Adam Alter marries research-based solutions with genuine insight. This book is an invaluable guide to turning hurdles into breakthroughs."— Scott Galloway, NYU Stern professor of marketing and author of Adrift This type of incubation period is very common for breakthrough discoveries. Darwin, quite famously, spent five years travelling on the HMS Beagle, cataloguing the flora and fauna he encountered while traveling through South America, Australia and, most notably, the Galapagos Islands. Einstein spent a full decade pondering special relativity and then another decade on general relativity.The same is true in the worlds of business, art, and film-making: before you strike gold, you need to spend a period of time exploring different options, approaches, and techniques. According to one study, most of us experience at least one hot streak during our careers—a period of unusual progress and consistent success—and those periods almost always follow a burst of exploration, followed by a concerted attempt to exploit or mine the best option that emerges during that first phase.

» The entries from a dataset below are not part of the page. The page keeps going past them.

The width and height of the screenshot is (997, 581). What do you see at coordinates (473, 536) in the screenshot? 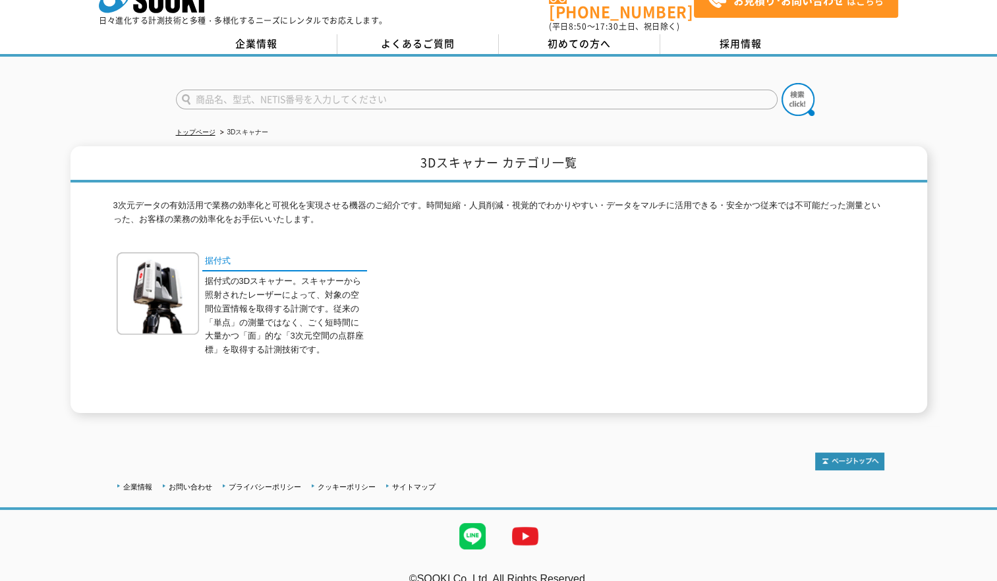
I see `img: LINE` at bounding box center [473, 536].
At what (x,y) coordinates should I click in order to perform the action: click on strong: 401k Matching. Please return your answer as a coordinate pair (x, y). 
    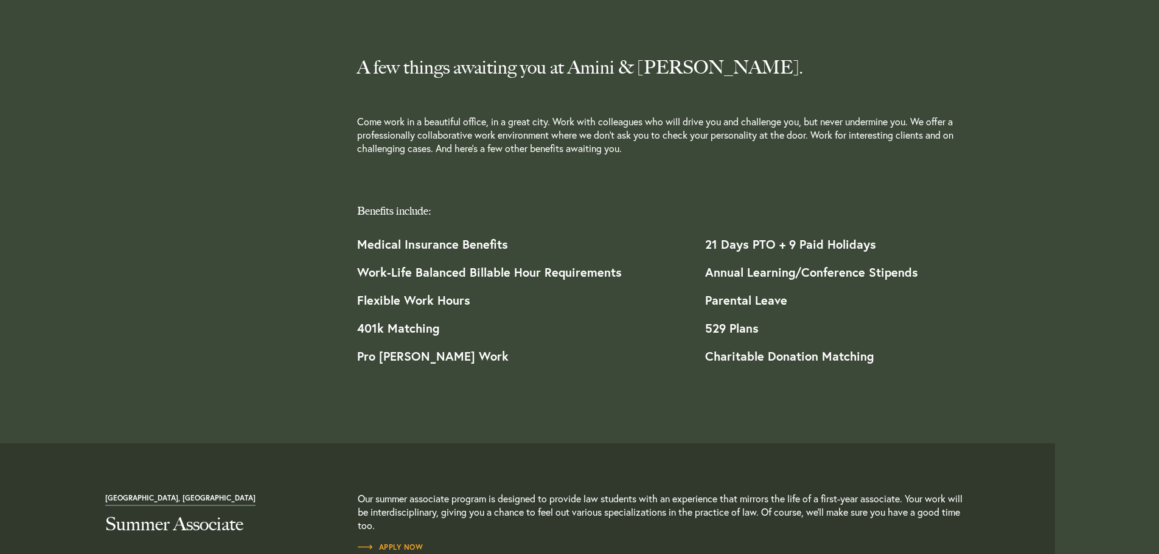
    Looking at the image, I should click on (398, 328).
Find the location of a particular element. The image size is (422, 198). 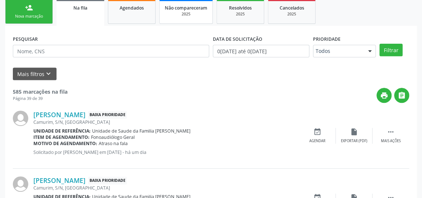

strong: 585 marcações na fila is located at coordinates (40, 91).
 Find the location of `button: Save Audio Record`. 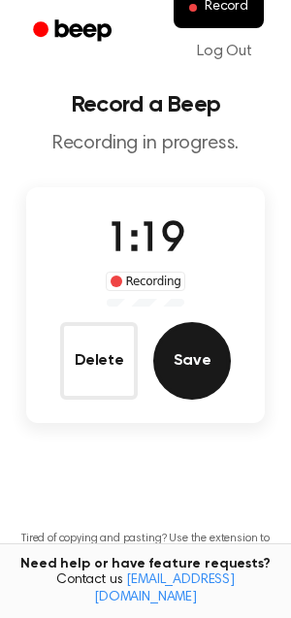

button: Save Audio Record is located at coordinates (192, 361).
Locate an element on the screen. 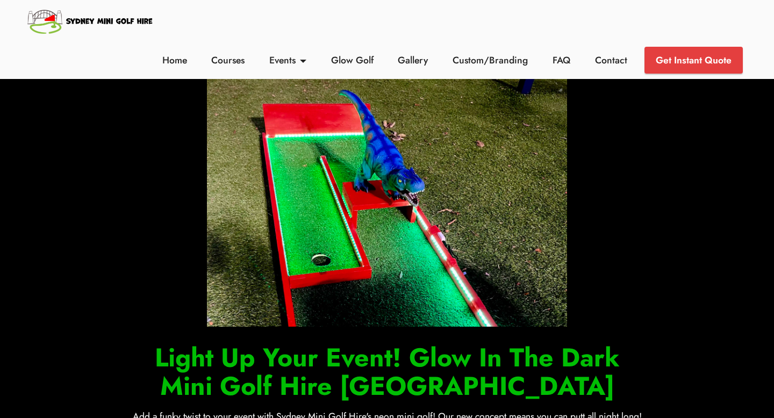 This screenshot has height=418, width=774. a: Glow Golf is located at coordinates (352, 60).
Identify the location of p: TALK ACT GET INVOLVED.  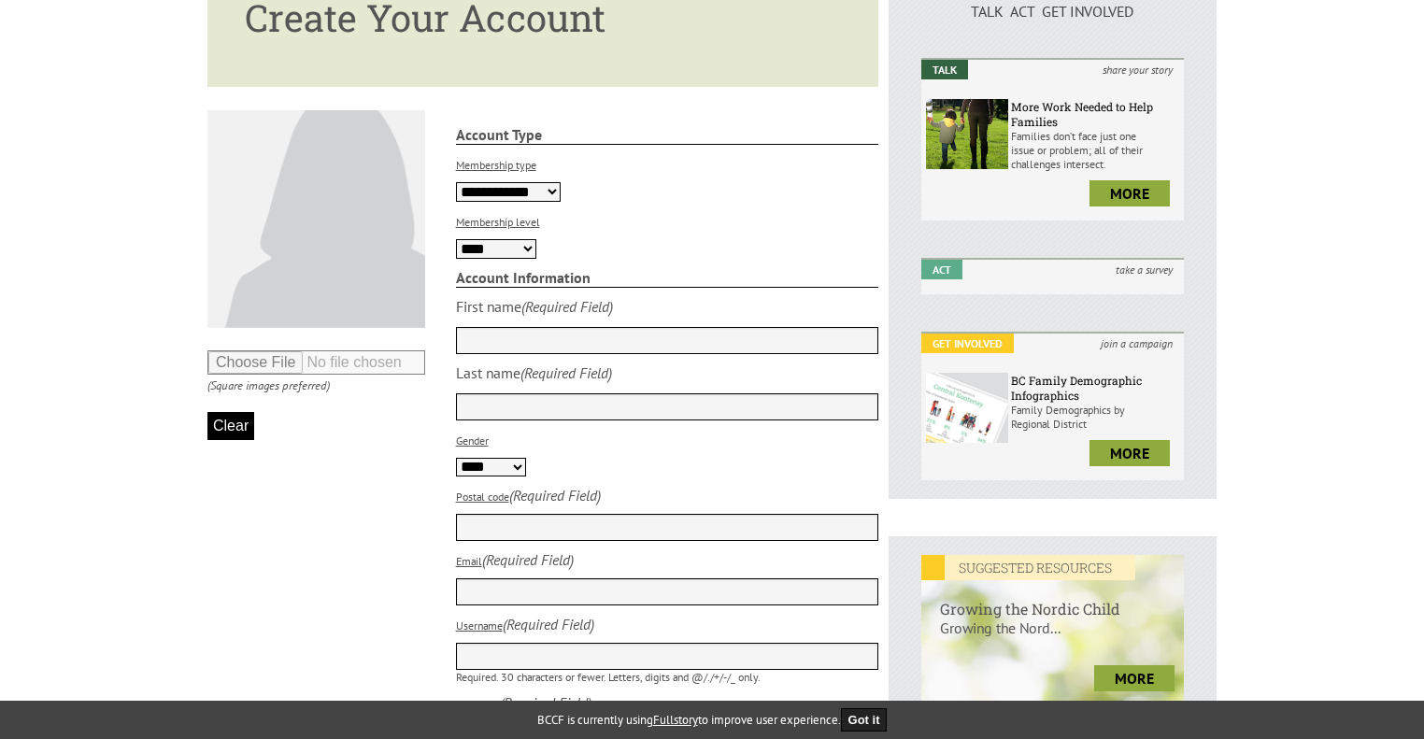
(1052, 11).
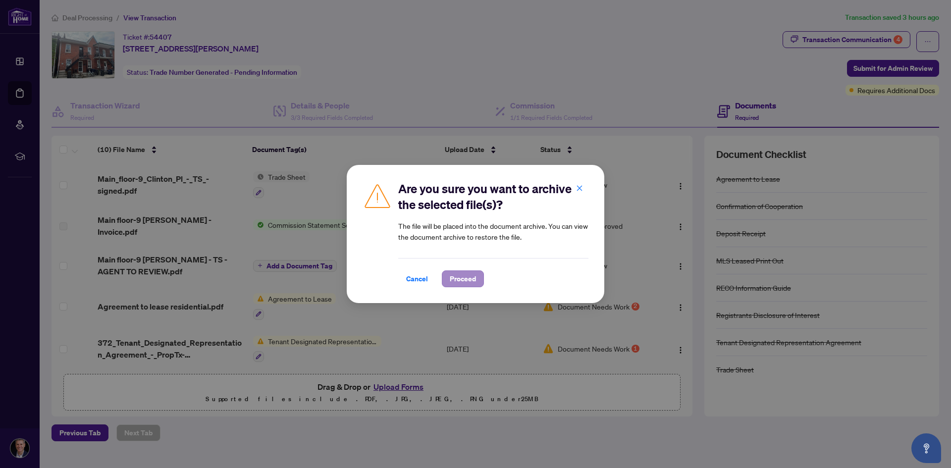  I want to click on h2: Are you sure you want to archive the selected file(s)?, so click(494, 197).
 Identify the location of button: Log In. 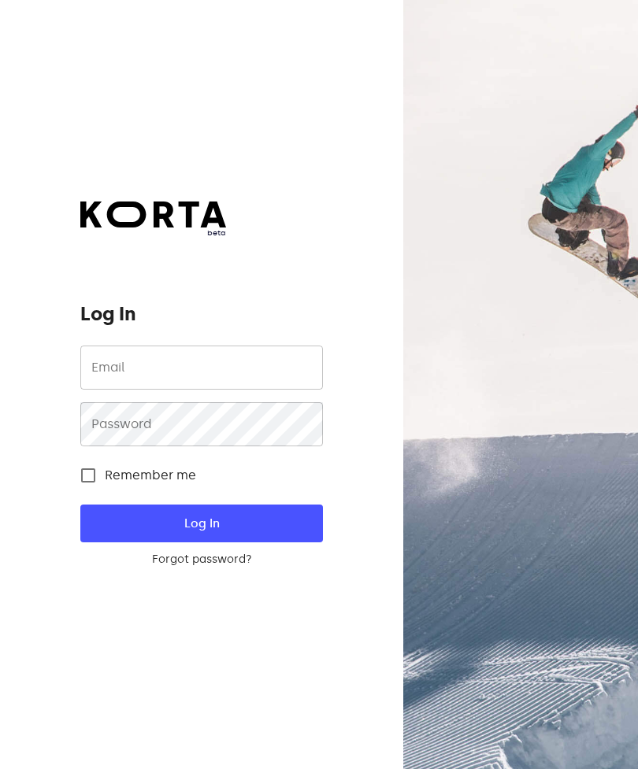
(201, 523).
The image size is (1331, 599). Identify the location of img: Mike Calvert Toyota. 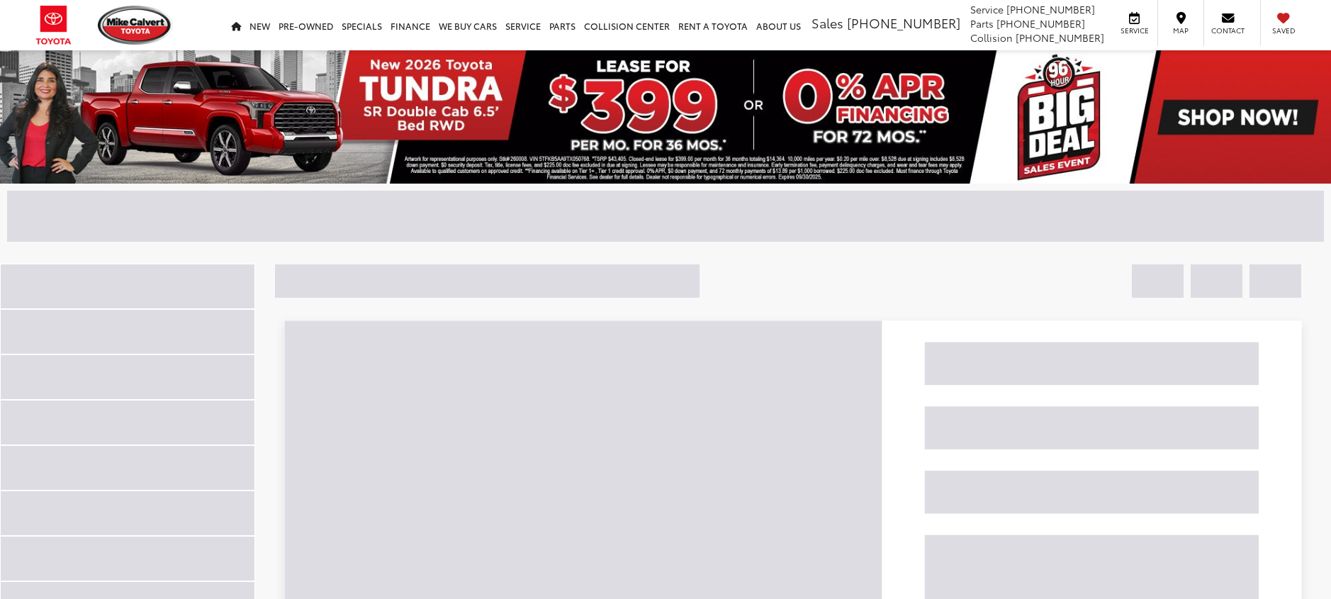
(135, 25).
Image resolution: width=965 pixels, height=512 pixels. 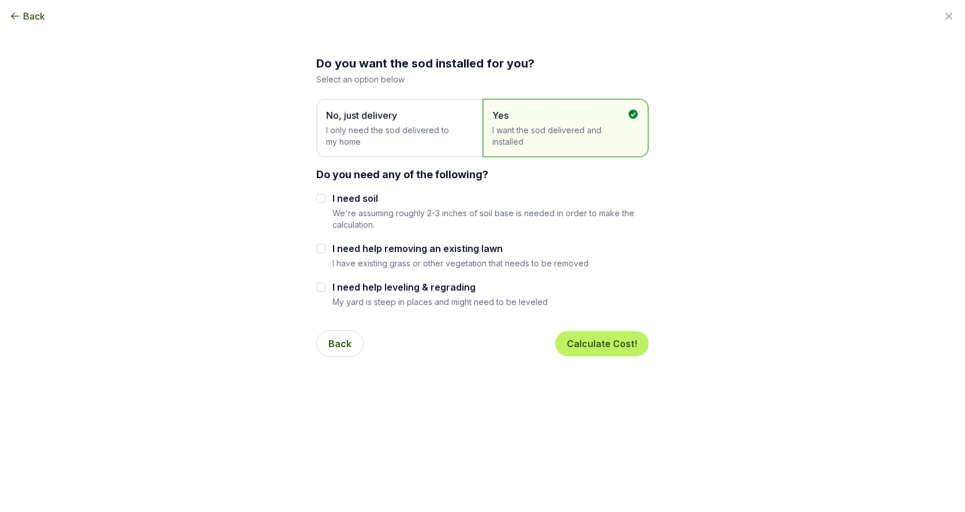 I want to click on p: Select an option below, so click(x=482, y=79).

The lesson from Berkoff and these hot streaks: assume nothing till you’ve considered the alternatives, and once you’ve sketched the lay of the land, pursue the best option with laser focus. 5. Different is often better than good. It’s tempting to surround yourself with people who are both competent and similar to yourself, but that’s a mistake. The best way to capitalize on the value of other people is to consult with those who are fundamentally different from you. When striving for new ideas, do as Dylan did by taking two or more good but disparate concepts, and seeing if you can merge them to form a novel recombination. That’s the origin of many successful businesses and creative products, and it’s a much lower, attainable bar than revolutionary originality. 3. Pause to move forward. Creativity, Inc.: Overcoming the Unseen Forces That Stand in the Way of True Inspiration by Ed Catmull and Amy Wallace (2009) To understand the anatomy of a breakthrough case, it’s helpful to think of the human body as a castle. Deepta Bhattacharya, an immunologist at the University of Arizona, compares immunization to reinforcing such a stronghold against assault.